I think the current cutoff is something like 7 years. So if you haven't used it within 7 years you are good (used to be 10, IIRC, and before that lifetime but that's been 20 years or so since that was true, I think). But this is for your background check/security clearance paperwork, I think it's a checkbox like "Have you used marijuana within the last X years? [check yes or no]". If you aren't going for an actual secret (or higher) clearance then the background check is very cursory (check financial records and criminal records, verify education and listed addresses for the reported period).
EDIT: Also, in almost all clearance paperwork you only report back to age 18. So if you're a recent graduate (what this seems to be for) at around age 22-23, and you stopped after high school you likely wouldn't have to report anything at all.
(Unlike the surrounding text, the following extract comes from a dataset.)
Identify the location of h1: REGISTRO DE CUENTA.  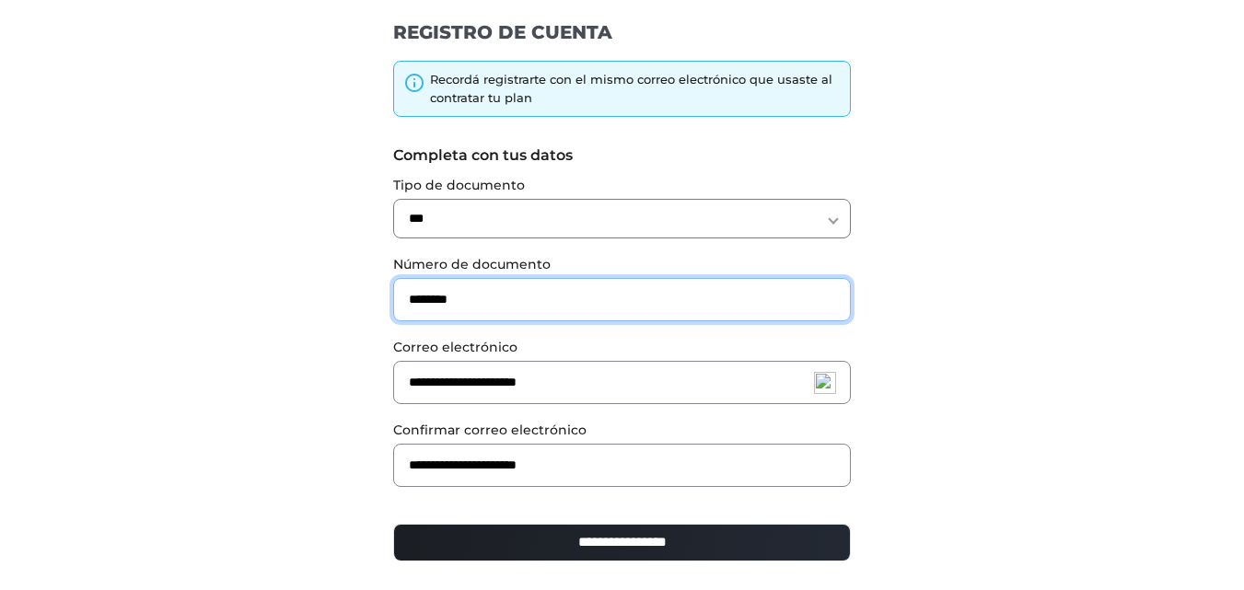
(621, 32).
You're confounding the investigation period for a clearance with what they'll accept as far as drug use. Generally speaking Secret clearances investigate back 7 years and Top Secret clearances go back 10. There are, however, questions on the SF-86 that are "ever" questions that ignore these timeline. Regardless you can have used drugs during these periods and tell them as such and there's a chance that they'll grant you the clearance. It's ultimately up to the people adjudicating the clearance and they use a reference guide that's periodically updated to determine this.
Years ago the rule of thumb was that they'd give you a clearance if it'd been 1 year since you used marijuana and 3 years since you used hallucinogens so long as you'd demonstrated a commitment to a drug-free lifestyle since. Anything serious like opioids or alcoholism would require you to have gone to rehab and seriously reformed your life.
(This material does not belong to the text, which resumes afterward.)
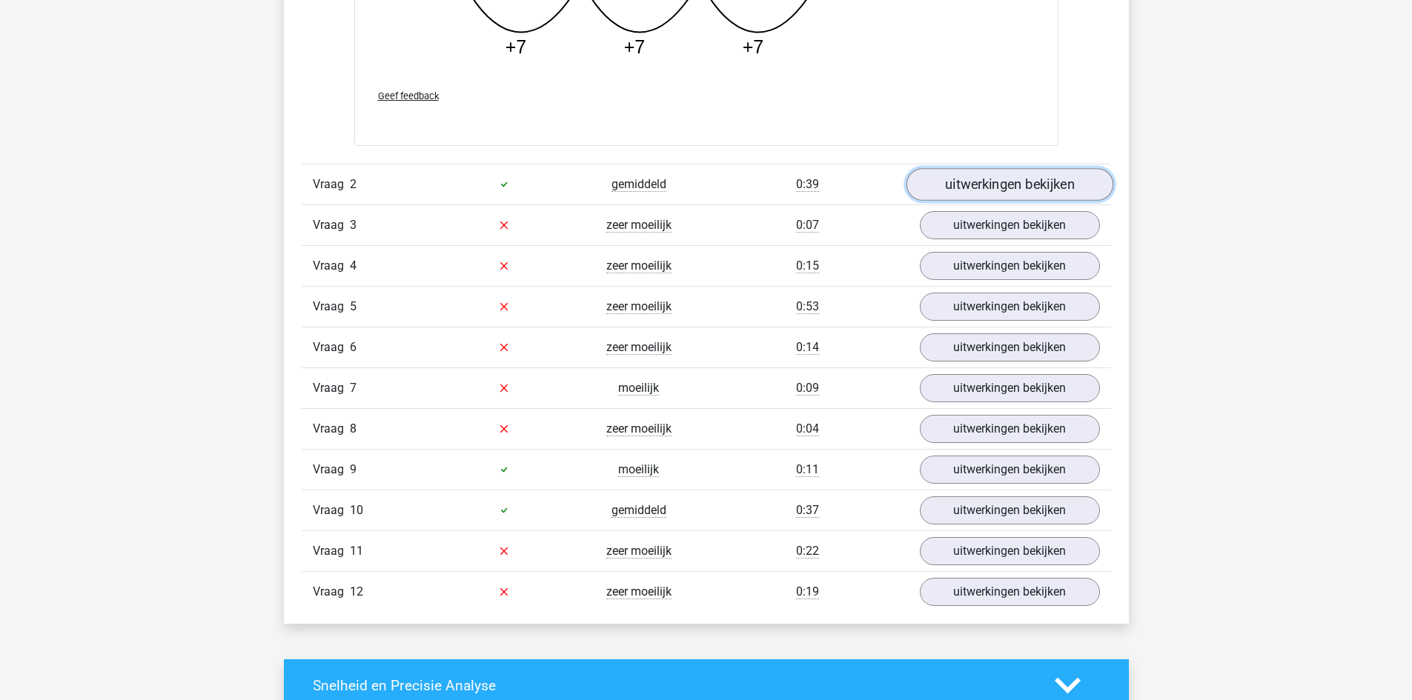 The image size is (1412, 700). I want to click on span: 7, so click(353, 388).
In more recent times they seem to have gotten more lenient regarding recent marijuana usage, but I've been out of the industry for a minute so I can't say for sure. What I've always told people is that if you want a cleared job and have done drugs then 1) tell the truth, and if that would get your clearance application denied then 2) wait until it's been long enough so that it won't and clean your act up in the meantime.
> If you aren't going for an actual secret (or higher) clearance
Note that despite how important it sounds, "secret" is not a very high clearance at all. It is the actual lowest classified status - there is "public trust" below that (eg for cops/etc) but that's not an actual classified standard, and FOUO/confidential/etc are not actual classification levels either, just handling guidelines.
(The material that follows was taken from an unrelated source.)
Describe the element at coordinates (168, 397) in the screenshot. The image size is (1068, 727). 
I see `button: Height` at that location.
Any time you are working on anything military-related you will probably need secret clearance at least. Anyone working with even a basic level of knowledge of military technical or operational capability, or force strength/moment/etc, will be at least Secret.
Anything that you think of as actually being deserving of "secret" most likely falls into the "top secret" category, "secret" is just the completely banal stuff, and you don't have to go far to bump into TS/SCI positions in STEM fields doing military contracting. Any sort of advanced research or development work is probably at least TS if not TS/SCI.
Actual low-level enlisted don't need to be secret (notionally you don't need to know that stuff to "go there and shoot him") but all officers are cleared secret, for example, and I would guess probably NCOs as well (so there's a cap on how high you could be in the military without it). And basically everyone in the civilian world who interacts with the military will be secret.
Federal employees and contractors are subject to regular and random urinalysis.
Until marijuana is legalized at the federal level (which has been passed by the house but is not yet law) you could be terminated for marijuana.
EDIT: Also, in almost all clearance paperwork you only report back to age 18. So if you're a recent graduate (what this seems to be for) at around age 22-23, and you stopped after high school you likely wouldn't have to report anything at all.